* _Required action_: Write out the records below word for word, please.

Records provided START

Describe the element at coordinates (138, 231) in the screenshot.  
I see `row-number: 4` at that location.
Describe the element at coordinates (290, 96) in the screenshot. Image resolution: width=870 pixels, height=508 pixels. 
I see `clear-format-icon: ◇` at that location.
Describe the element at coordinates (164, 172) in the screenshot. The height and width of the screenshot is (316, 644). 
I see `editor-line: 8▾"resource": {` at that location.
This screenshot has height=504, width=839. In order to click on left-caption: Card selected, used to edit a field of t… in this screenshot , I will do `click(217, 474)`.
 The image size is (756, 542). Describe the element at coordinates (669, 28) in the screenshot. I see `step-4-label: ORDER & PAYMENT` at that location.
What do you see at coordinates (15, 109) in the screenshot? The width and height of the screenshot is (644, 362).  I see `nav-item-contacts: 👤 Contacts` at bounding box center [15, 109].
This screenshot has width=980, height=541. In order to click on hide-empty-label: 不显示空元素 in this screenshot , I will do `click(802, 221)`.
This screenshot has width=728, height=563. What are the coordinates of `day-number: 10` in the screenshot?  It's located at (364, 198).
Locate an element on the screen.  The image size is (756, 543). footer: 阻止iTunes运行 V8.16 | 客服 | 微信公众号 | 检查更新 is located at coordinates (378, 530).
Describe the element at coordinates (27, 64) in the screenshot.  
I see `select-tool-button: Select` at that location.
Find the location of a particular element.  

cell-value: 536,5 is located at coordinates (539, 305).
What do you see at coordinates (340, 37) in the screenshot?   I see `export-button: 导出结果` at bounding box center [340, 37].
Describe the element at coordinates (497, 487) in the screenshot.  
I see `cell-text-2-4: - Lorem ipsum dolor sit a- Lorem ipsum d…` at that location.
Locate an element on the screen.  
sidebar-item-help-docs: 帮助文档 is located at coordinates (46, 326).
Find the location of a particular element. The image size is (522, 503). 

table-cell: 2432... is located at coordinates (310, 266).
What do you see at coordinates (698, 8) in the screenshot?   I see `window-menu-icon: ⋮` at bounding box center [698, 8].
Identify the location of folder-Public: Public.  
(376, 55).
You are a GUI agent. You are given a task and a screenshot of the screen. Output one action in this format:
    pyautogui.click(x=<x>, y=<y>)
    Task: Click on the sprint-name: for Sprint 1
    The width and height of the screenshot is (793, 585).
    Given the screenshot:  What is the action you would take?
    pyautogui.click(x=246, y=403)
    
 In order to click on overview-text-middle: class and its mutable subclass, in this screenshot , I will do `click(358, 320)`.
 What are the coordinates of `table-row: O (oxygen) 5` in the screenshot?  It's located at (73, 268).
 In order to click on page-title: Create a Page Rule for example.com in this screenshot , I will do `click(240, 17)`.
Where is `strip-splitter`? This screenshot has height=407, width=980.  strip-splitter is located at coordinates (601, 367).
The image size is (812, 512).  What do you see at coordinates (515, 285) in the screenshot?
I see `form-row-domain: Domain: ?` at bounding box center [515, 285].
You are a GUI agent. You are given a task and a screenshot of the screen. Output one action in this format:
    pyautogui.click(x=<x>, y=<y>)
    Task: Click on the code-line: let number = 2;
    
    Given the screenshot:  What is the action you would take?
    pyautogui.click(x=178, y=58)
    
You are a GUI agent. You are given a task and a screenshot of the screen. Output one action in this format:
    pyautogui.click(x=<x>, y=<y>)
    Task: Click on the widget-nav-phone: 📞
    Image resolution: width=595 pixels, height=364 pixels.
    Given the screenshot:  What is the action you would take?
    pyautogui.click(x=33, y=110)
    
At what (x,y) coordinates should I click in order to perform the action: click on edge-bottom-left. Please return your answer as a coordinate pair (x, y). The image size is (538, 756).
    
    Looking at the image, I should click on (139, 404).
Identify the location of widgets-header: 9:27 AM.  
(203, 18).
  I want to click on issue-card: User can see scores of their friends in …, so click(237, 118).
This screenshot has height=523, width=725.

Records provided END

* _The completed task_:
Describe the element at coordinates (138, 231) in the screenshot.  
I see `row-number: 4` at that location.
Describe the element at coordinates (290, 96) in the screenshot. Image resolution: width=870 pixels, height=508 pixels. 
I see `clear-format-icon: ◇` at that location.
Describe the element at coordinates (164, 172) in the screenshot. The height and width of the screenshot is (316, 644). 
I see `editor-line: 8▾"resource": {` at that location.
This screenshot has height=504, width=839. In order to click on left-caption: Card selected, used to edit a field of t… in this screenshot , I will do `click(217, 474)`.
 The image size is (756, 542). Describe the element at coordinates (669, 28) in the screenshot. I see `step-4-label: ORDER & PAYMENT` at that location.
What do you see at coordinates (15, 109) in the screenshot? The width and height of the screenshot is (644, 362).  I see `nav-item-contacts: 👤 Contacts` at bounding box center [15, 109].
This screenshot has width=980, height=541. In order to click on hide-empty-label: 不显示空元素 in this screenshot , I will do `click(802, 221)`.
This screenshot has width=728, height=563. What are the coordinates of `day-number: 10` in the screenshot?  It's located at (364, 198).
Locate an element on the screen.  The image size is (756, 543). footer: 阻止iTunes运行 V8.16 | 客服 | 微信公众号 | 检查更新 is located at coordinates (378, 530).
Describe the element at coordinates (27, 64) in the screenshot.  
I see `select-tool-button: Select` at that location.
Find the location of a particular element.  

cell-value: 536,5 is located at coordinates (539, 305).
What do you see at coordinates (340, 37) in the screenshot?   I see `export-button: 导出结果` at bounding box center [340, 37].
Describe the element at coordinates (497, 487) in the screenshot.  
I see `cell-text-2-4: - Lorem ipsum dolor sit a- Lorem ipsum d…` at that location.
Locate an element on the screen.  
sidebar-item-help-docs: 帮助文档 is located at coordinates (46, 326).
Find the location of a particular element. The image size is (522, 503). 

table-cell: 2432... is located at coordinates (310, 266).
What do you see at coordinates (698, 8) in the screenshot?   I see `window-menu-icon: ⋮` at bounding box center [698, 8].
Identify the location of folder-Public: Public.  
(376, 55).
You are a GUI agent. You are given a task and a screenshot of the screen. Output one action in this format:
    pyautogui.click(x=<x>, y=<y>)
    Task: Click on the sprint-name: for Sprint 1
    The width and height of the screenshot is (793, 585).
    Given the screenshot:  What is the action you would take?
    pyautogui.click(x=246, y=403)
    
 In order to click on overview-text-middle: class and its mutable subclass, in this screenshot , I will do `click(358, 320)`.
 What are the coordinates of `table-row: O (oxygen) 5` in the screenshot?  It's located at (73, 268).
 In order to click on page-title: Create a Page Rule for example.com in this screenshot , I will do `click(240, 17)`.
Where is `strip-splitter`? This screenshot has height=407, width=980.  strip-splitter is located at coordinates (601, 367).
The image size is (812, 512).  What do you see at coordinates (515, 285) in the screenshot?
I see `form-row-domain: Domain: ?` at bounding box center [515, 285].
You are a GUI agent. You are given a task and a screenshot of the screen. Output one action in this format:
    pyautogui.click(x=<x>, y=<y>)
    Task: Click on the code-line: let number = 2;
    
    Given the screenshot:  What is the action you would take?
    pyautogui.click(x=178, y=58)
    
You are a GUI agent. You are given a task and a screenshot of the screen. Output one action in this format:
    pyautogui.click(x=<x>, y=<y>)
    Task: Click on the widget-nav-phone: 📞
    Image resolution: width=595 pixels, height=364 pixels.
    Given the screenshot:  What is the action you would take?
    pyautogui.click(x=33, y=110)
    
At what (x,y) coordinates should I click in order to perform the action: click on edge-bottom-left. Please return your answer as a coordinate pair (x, y). The image size is (538, 756).
    
    Looking at the image, I should click on (139, 404).
Identify the location of widgets-header: 9:27 AM.  
(203, 18).
  I want to click on issue-card: User can see scores of their friends in …, so click(237, 118).
This screenshot has height=523, width=725.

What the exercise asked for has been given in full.